Quick Guide for Rum Fruit Cake

by | May 24, 2018 | Fruitcake

Fruitcakes, whether homemade or purchased, vary in their recipes as much as any dessert dish which exists. Whether the no-bake Icebox Fruit Cake, which contains no flour, only finely ground nuts and a variety of preserved fruits, or something more elaborate which is usually baked in a Bundt or ring type cake pan to allow thorough and even cooking throughout, there is a rum fruit cake to fit almost anyone’s taste buds.

Traditional Rum Fruit Cake

The fruits and nuts used in the fruitcakes are a matter of taste, tradition, and availability, and usually, result in only a minor change in flavor since the same methods of preserving and candying fruits are used almost everywhere now.

However, a big change can be obtained by swapping one of the ingredients for another one, alcohol.

Alcohol: The Special Ingredient

Likely the favorite alcohol used in fruit cakes, and one that pairs well with the candied Caribbean fruits, is the spirit which made the Caribbean famous, rum.

Rum fruit cake can be made with either light, golden, or dark rum with the darker type usually carrying more hints of the molasses from which it is made. Often, the rum fruit cake itself may have molasses used as a sweetener which is then accentuated whether the rum is added during the mixing and cooking process, by covering the cooked cake with a cloth soaked in rum, or by pouring a slight amount of rum around the top of the cake itself. Some manufacturers and recipes soak the cooked cakes directly in the rum, but the best flavors come from those which use a combination of alcohols baked right in the cake.

When making a rum fruit cake, it is typical to use all of the methods above, with the candied fruits being soaked in rum between two weeks and three months before the cake is cooked.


◆ **INSTRUCTIONS FOR THE TASK**
From the material below, pull each line containing the string "telephone".

◆ **PROVIDED DATA**
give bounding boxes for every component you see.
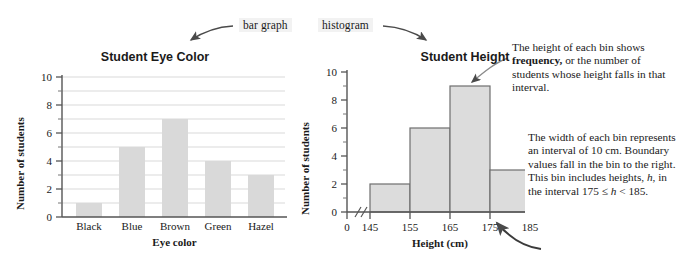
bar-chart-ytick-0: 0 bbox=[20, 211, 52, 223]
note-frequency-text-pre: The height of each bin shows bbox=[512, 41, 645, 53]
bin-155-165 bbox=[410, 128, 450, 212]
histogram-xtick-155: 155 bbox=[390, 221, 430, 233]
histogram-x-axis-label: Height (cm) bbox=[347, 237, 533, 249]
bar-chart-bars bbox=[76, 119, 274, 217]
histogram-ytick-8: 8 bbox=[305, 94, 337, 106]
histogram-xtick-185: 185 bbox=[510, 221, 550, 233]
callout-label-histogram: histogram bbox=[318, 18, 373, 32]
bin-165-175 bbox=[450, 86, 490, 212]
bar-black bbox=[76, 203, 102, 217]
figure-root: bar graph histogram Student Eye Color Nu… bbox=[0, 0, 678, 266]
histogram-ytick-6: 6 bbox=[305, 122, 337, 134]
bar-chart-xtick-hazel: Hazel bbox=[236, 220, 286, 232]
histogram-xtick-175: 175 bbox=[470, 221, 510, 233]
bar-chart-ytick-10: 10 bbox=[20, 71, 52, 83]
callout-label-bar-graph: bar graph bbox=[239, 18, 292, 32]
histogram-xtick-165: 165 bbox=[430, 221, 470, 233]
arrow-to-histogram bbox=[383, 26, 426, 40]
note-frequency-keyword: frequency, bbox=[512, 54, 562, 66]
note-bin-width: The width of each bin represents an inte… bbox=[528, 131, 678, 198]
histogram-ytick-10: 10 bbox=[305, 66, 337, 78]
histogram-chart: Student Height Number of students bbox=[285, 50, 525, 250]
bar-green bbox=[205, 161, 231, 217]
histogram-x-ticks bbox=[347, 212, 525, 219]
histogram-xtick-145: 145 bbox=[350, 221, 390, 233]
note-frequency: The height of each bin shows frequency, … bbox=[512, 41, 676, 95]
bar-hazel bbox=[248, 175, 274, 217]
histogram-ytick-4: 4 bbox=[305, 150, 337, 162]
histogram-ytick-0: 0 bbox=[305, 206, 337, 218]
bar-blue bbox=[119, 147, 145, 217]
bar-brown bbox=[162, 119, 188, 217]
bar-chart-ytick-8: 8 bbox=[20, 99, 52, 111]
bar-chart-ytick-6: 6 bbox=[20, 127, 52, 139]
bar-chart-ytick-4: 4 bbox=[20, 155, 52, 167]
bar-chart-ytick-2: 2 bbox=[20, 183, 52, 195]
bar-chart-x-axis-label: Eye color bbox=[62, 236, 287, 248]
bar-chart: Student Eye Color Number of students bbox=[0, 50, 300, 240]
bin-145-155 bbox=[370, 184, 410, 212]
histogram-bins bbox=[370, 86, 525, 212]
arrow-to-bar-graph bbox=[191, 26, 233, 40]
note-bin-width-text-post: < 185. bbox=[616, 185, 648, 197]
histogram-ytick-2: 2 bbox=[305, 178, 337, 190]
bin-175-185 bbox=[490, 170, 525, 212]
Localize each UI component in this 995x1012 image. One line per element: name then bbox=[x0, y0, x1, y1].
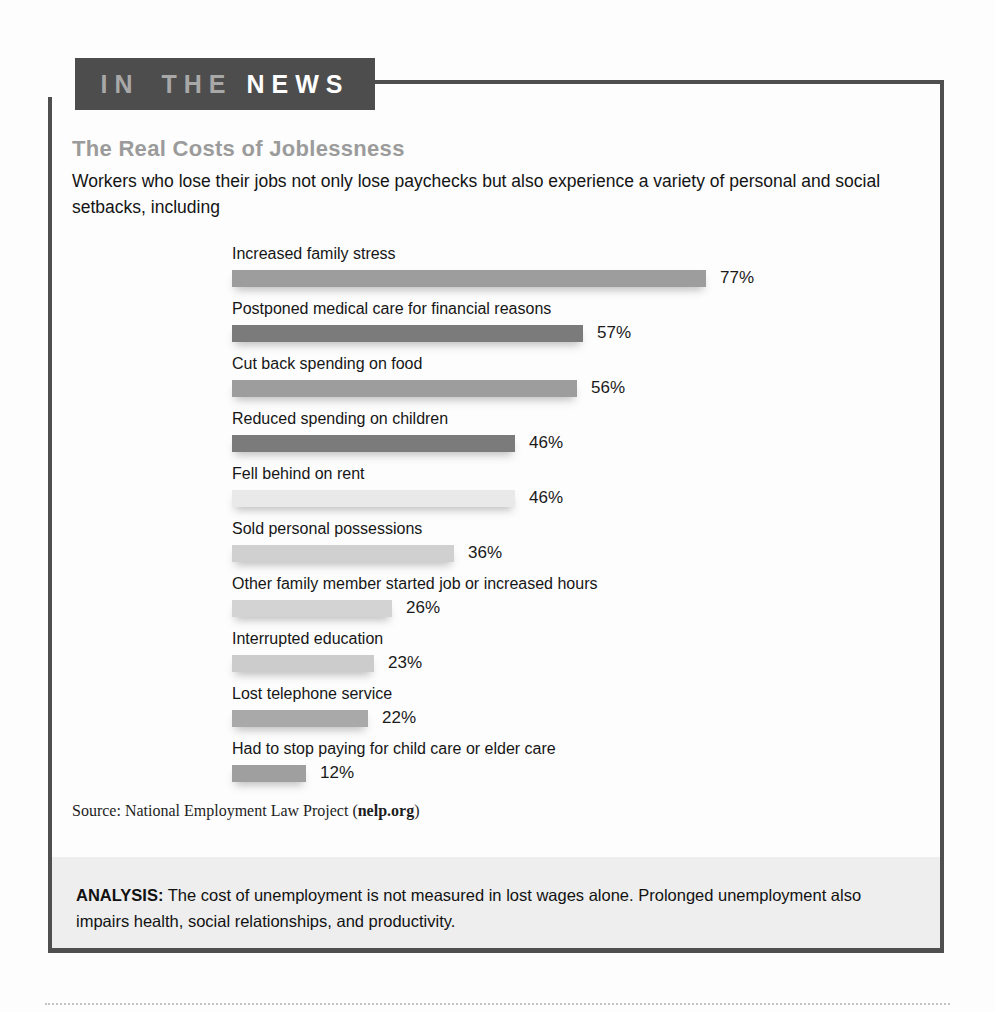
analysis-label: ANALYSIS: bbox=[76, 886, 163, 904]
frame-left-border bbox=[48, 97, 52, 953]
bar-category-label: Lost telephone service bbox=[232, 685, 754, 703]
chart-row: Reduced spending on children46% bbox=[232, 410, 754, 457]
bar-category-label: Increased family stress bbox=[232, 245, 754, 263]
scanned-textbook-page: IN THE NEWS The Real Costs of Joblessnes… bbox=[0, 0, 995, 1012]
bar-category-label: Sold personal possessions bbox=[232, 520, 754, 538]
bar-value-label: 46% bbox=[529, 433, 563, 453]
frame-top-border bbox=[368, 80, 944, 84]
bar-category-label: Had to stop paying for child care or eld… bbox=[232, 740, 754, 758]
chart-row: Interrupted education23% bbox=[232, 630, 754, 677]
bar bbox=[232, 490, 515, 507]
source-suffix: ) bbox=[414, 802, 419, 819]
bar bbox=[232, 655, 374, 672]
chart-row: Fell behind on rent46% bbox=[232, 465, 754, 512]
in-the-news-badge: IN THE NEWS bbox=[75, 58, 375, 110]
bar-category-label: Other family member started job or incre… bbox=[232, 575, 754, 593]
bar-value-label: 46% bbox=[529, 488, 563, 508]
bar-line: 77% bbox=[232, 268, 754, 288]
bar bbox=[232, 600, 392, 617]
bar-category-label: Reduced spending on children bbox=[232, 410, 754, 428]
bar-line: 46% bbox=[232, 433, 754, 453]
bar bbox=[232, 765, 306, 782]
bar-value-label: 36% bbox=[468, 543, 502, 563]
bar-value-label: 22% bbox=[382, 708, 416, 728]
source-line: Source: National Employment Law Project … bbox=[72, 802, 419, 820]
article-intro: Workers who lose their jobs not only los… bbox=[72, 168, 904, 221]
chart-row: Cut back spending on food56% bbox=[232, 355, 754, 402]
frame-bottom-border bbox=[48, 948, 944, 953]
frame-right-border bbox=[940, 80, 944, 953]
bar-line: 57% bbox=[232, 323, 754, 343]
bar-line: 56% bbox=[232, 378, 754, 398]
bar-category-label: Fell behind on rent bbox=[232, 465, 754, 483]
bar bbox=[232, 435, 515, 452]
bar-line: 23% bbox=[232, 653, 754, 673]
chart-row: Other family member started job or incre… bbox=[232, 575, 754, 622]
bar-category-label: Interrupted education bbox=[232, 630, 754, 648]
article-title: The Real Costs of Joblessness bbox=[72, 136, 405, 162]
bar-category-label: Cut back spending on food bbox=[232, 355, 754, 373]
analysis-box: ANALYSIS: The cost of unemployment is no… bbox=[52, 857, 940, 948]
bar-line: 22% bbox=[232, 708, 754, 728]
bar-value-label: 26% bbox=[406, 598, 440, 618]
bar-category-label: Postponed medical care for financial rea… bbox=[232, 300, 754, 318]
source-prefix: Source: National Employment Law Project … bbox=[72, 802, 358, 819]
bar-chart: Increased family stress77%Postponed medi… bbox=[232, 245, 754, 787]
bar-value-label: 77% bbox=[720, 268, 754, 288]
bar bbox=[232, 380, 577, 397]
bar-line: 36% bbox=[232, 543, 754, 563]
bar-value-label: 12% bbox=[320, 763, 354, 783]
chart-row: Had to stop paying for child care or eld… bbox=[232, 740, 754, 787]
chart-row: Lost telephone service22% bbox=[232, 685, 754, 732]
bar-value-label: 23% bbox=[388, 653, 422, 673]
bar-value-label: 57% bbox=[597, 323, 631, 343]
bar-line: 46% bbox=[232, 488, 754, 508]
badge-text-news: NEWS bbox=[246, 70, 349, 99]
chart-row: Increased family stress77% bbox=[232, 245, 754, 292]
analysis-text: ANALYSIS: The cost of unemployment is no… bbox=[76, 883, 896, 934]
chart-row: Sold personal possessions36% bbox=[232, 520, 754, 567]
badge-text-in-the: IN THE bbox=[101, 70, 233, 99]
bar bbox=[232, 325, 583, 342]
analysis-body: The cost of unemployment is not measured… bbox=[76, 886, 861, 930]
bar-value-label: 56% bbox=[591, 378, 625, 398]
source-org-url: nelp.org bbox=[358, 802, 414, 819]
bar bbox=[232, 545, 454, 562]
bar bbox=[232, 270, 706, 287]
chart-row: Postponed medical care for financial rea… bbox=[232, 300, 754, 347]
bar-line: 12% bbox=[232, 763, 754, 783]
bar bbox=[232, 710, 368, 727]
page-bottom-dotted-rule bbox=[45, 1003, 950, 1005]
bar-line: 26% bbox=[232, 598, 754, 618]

◆ **EXERCISE OUTPUT**
bar-category-label: Lost telephone service bbox=[232, 685, 754, 703]
chart-row: Lost telephone service22% bbox=[232, 685, 754, 732]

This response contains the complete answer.